Teen Vogue, in its imperishable desire to act as the spearhead for political correctness, published an article titled “Black Power Naps Is Addressing Systemic Racism in Sleep,” in which they plugged an artistic initiative entitled “Black Power Naps,” which argues that blacks have had shorter lives than whites because blacks were not permitted to sleep, and thus reparations must be given in the form of time off from work.

Teen Vogue writes of Fannie Sosa and Navild Acosta, who created Black Power Naps, that they “were tired, but it wasn’t just any old fatigue. Yes, they experienced a lack of sleep, but they were specifically experiencing a generational fatigue familiar to Black people and people of color.”

Teen Vogue says Black Power Naps is “also a recognition of the hundreds of years of sleep deprivation that Black people and people of color have experienced as a result of systemic racism, a way to pushback against the false stereotype that Black people are lazy, and an investigation of the inequitable distribution of rest.”

Acosta posited, “We’re dealing with an inheritance of sleep deprivation. Sleep deprivation was a … deliberate tactic of slave owners to basically make the mind feeble. That same tactic has only evolved.”

Sosa added, “Slavery is a regime of stealing and extraction: Stolen wages, stolen life, stolen land, but stolen time was one of the main things. We need time. We need time off; we need time out. Our ancestors never got to take a month off for holidays; they never got to take a sabbatical; they never got to take a nap. When you pile all of those together, you see the reparations that need to happen are monetary, but they’re also time and space.”

Teen Vogue writes, “Acosta and Sosa are calling for rest as reparations. Yes, they’re looking for an ease to the many burdens that might prevent Black people and people of color from sleeping like systemic racism, socioeconomic struggle, and more.” Teen Vogue adds, “This conversation about rest is particularly pertinent now, as people take to the streets to say Black Lives Matter. If Black people keep having to fight for their humanity, how can they ever rest knowing they could be in danger?”
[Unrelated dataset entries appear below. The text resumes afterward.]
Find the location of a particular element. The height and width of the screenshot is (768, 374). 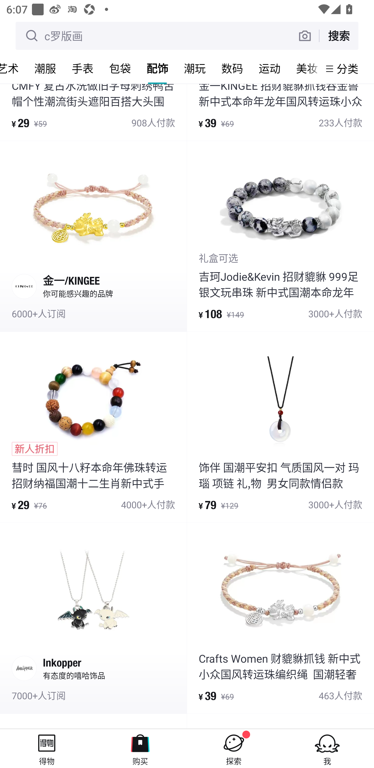

分类 is located at coordinates (347, 69).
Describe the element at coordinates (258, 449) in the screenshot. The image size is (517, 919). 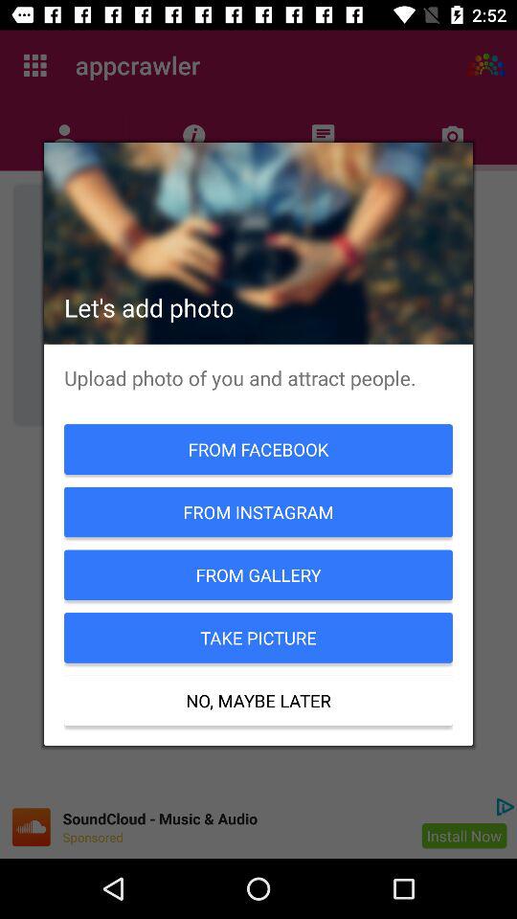
I see `turn on from facebook` at that location.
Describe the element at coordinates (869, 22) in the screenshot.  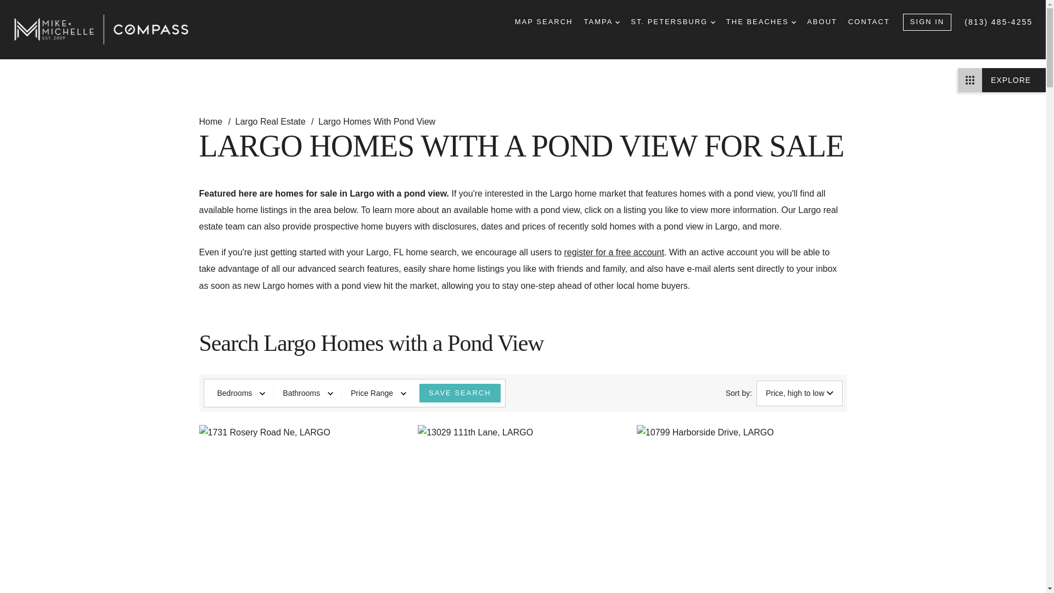
I see `CONTACT` at that location.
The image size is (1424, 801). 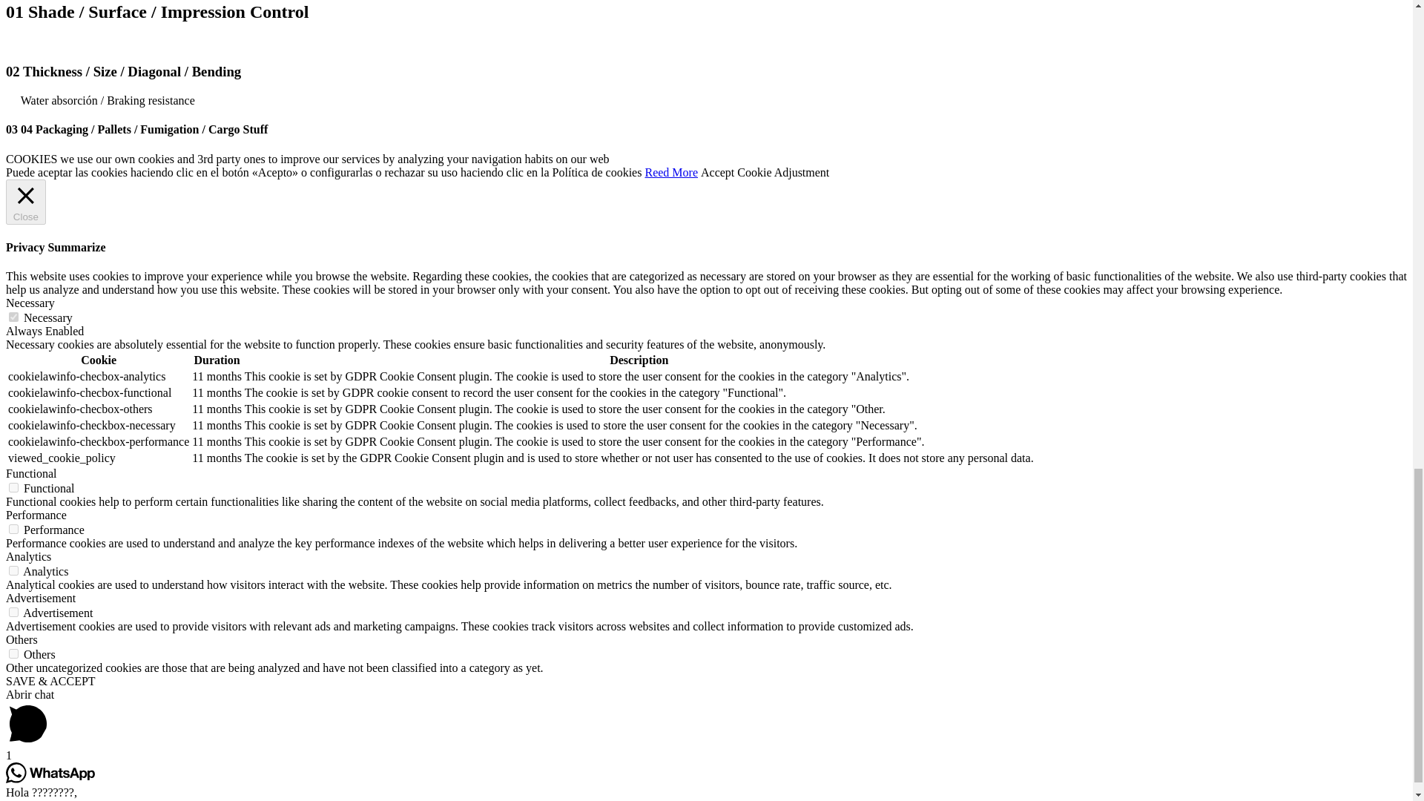 I want to click on Others, so click(x=22, y=639).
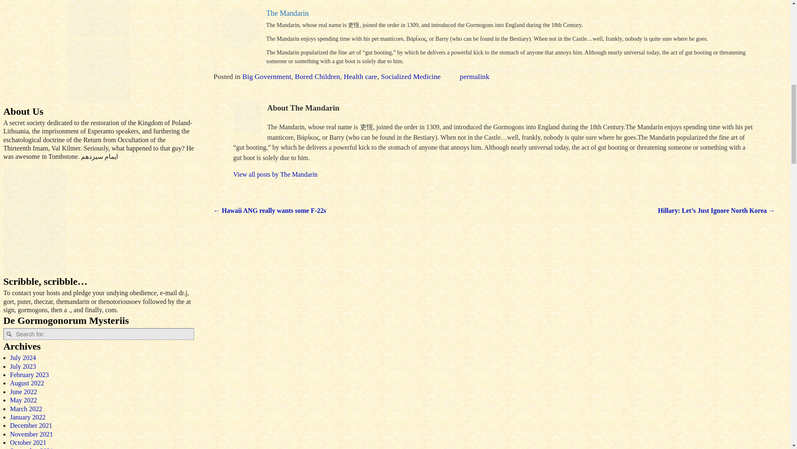  Describe the element at coordinates (22, 365) in the screenshot. I see `July 2023` at that location.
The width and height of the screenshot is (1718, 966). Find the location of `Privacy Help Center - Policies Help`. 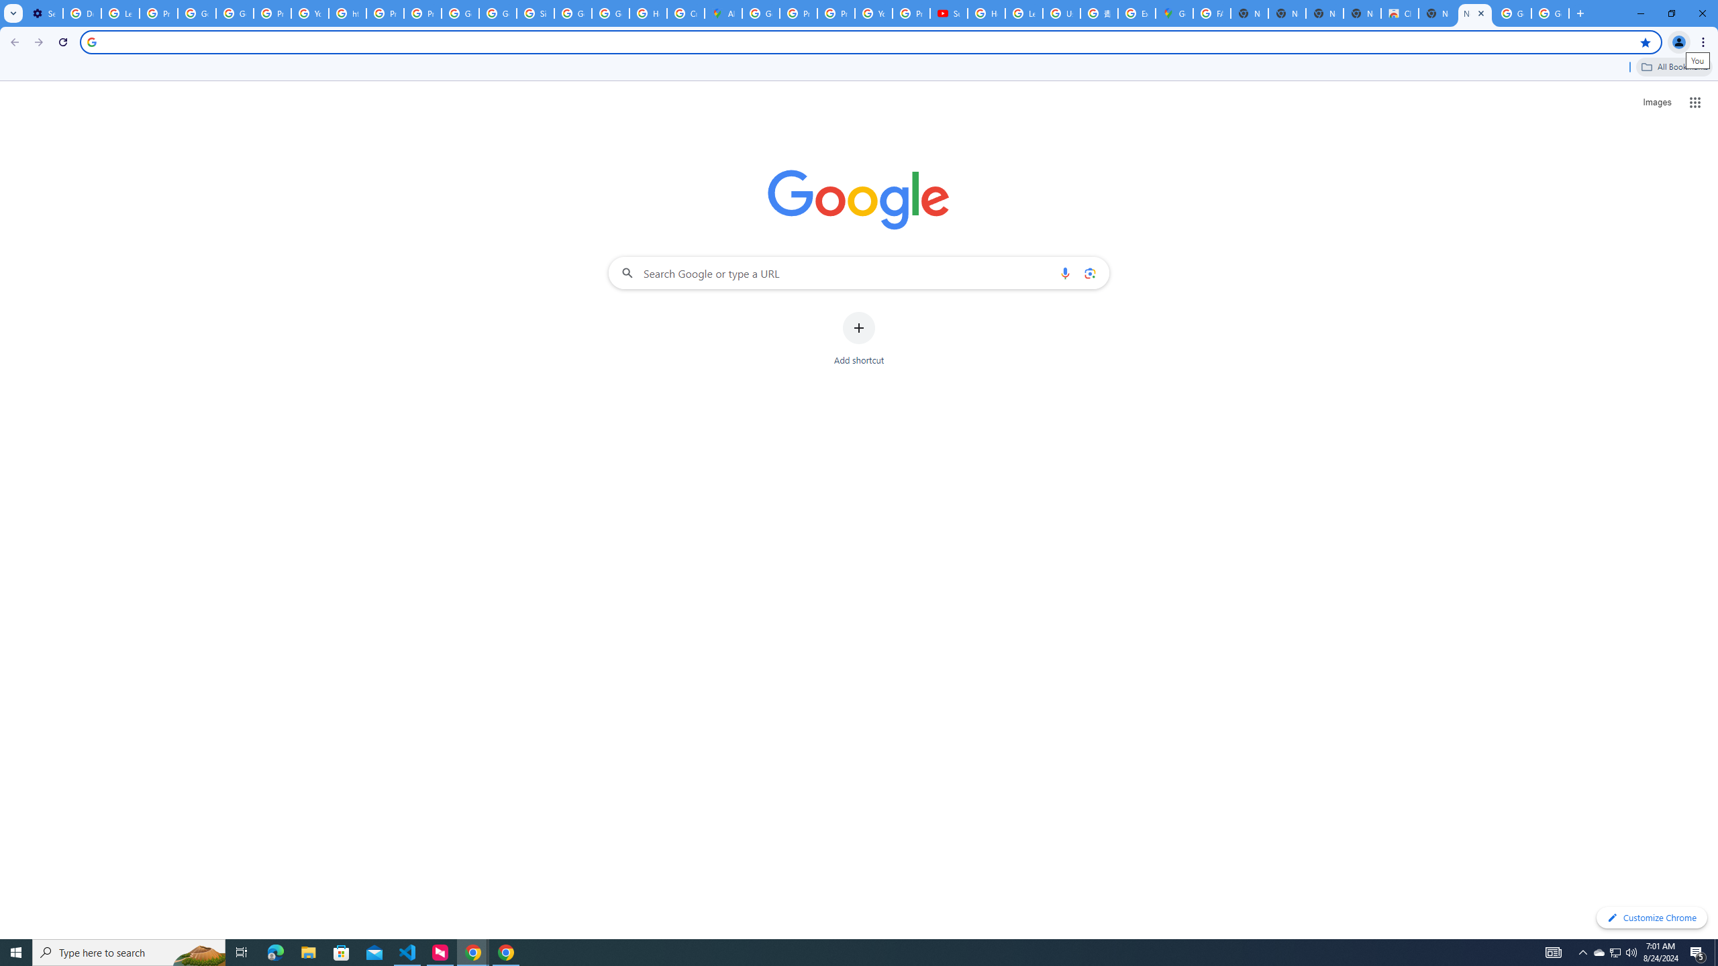

Privacy Help Center - Policies Help is located at coordinates (835, 13).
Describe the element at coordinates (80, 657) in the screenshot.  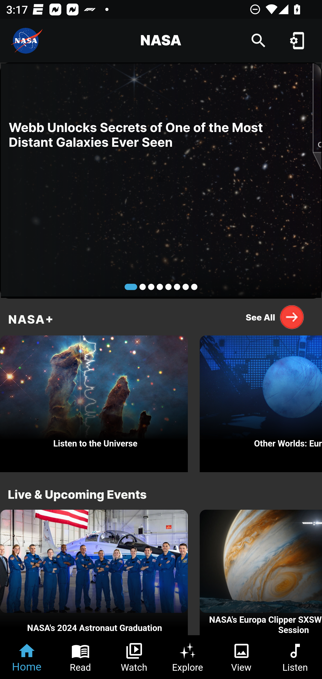
I see `Read
Tab 2 of 6` at that location.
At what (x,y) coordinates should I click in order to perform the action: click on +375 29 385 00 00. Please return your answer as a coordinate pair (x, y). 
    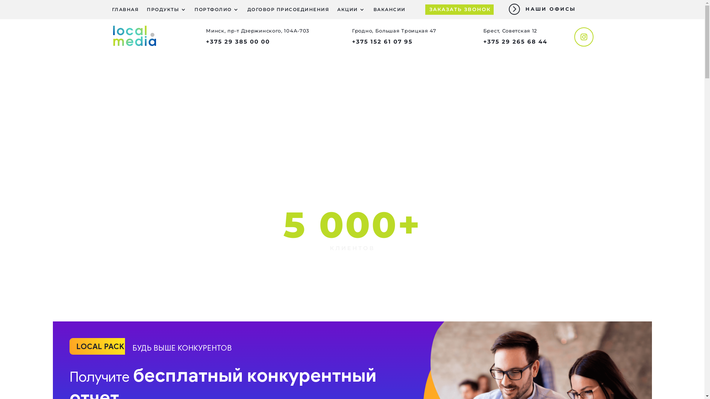
    Looking at the image, I should click on (238, 41).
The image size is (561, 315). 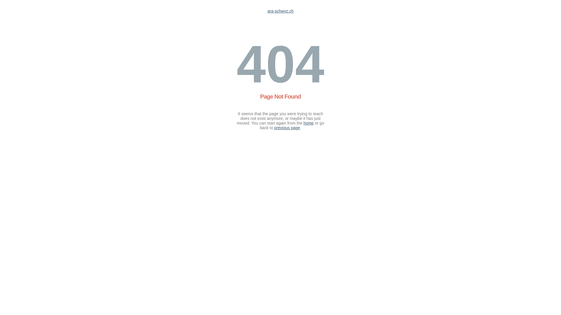 I want to click on ara-schwyz.ch, so click(x=280, y=11).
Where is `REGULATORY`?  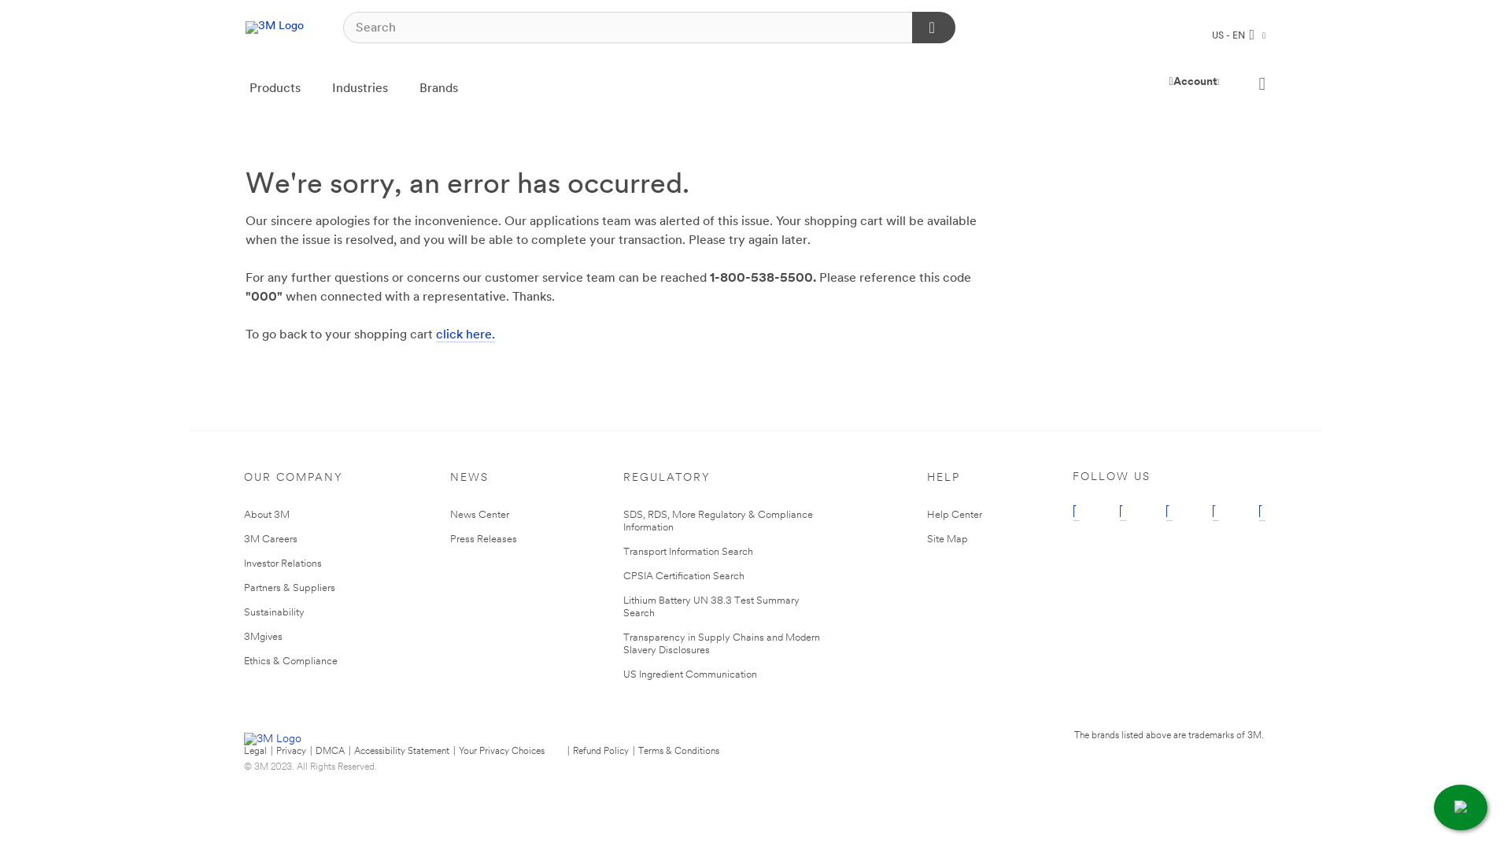 REGULATORY is located at coordinates (722, 478).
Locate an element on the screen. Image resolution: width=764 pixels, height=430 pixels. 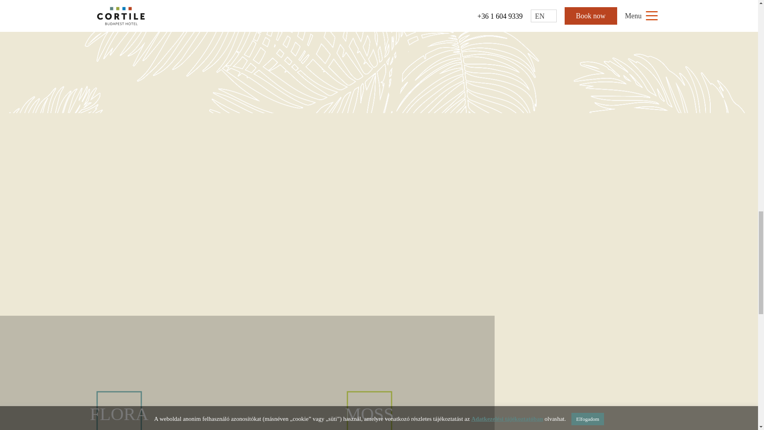
FLORA is located at coordinates (122, 372).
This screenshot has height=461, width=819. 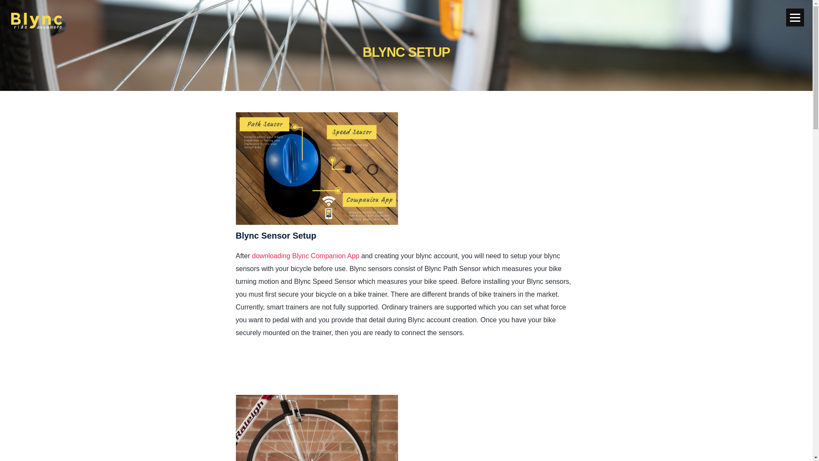 I want to click on Menu, so click(x=795, y=17).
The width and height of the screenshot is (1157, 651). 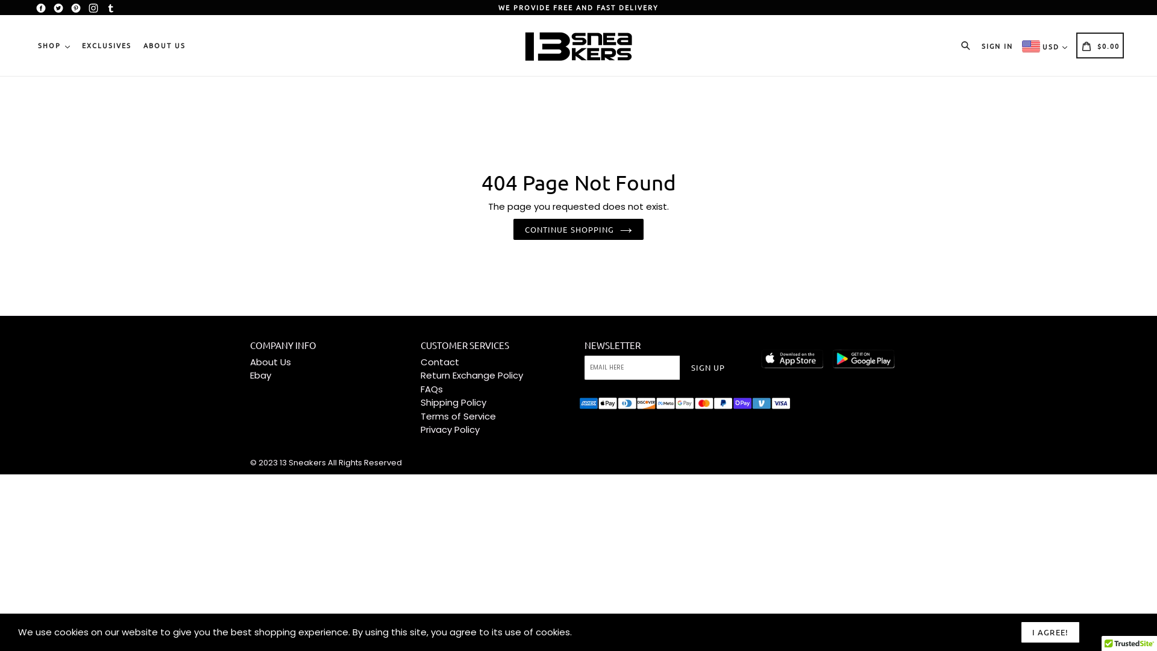 I want to click on 13 Sneakers All Rights Reserved, so click(x=341, y=463).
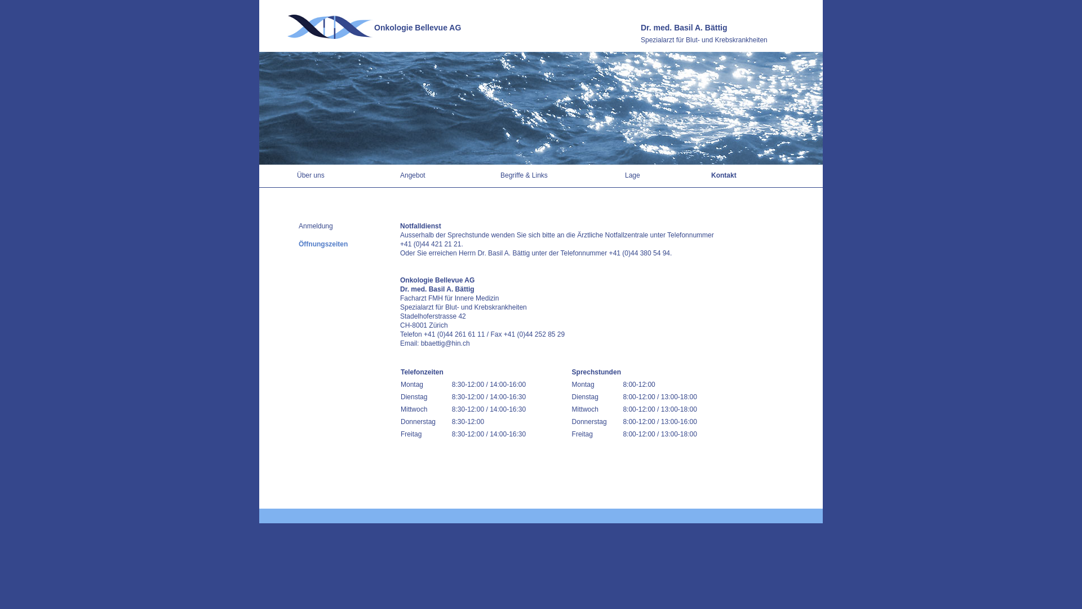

Sosa said, “We are having to go out in the streets during a pandemic, expending our energy in really huge amounts in order to ask for reparations and rest and energy. It is a … double edged sword to navigate as an activist or organizer. You are putting your body on the line to reclaim it. That creates a lot of burnout. We have people who are 20, 21, they are burnt out. They need time off. They need not only to sleep, but to know their people are going to be ok, to know they’re going to be ok, to know they can take a break.”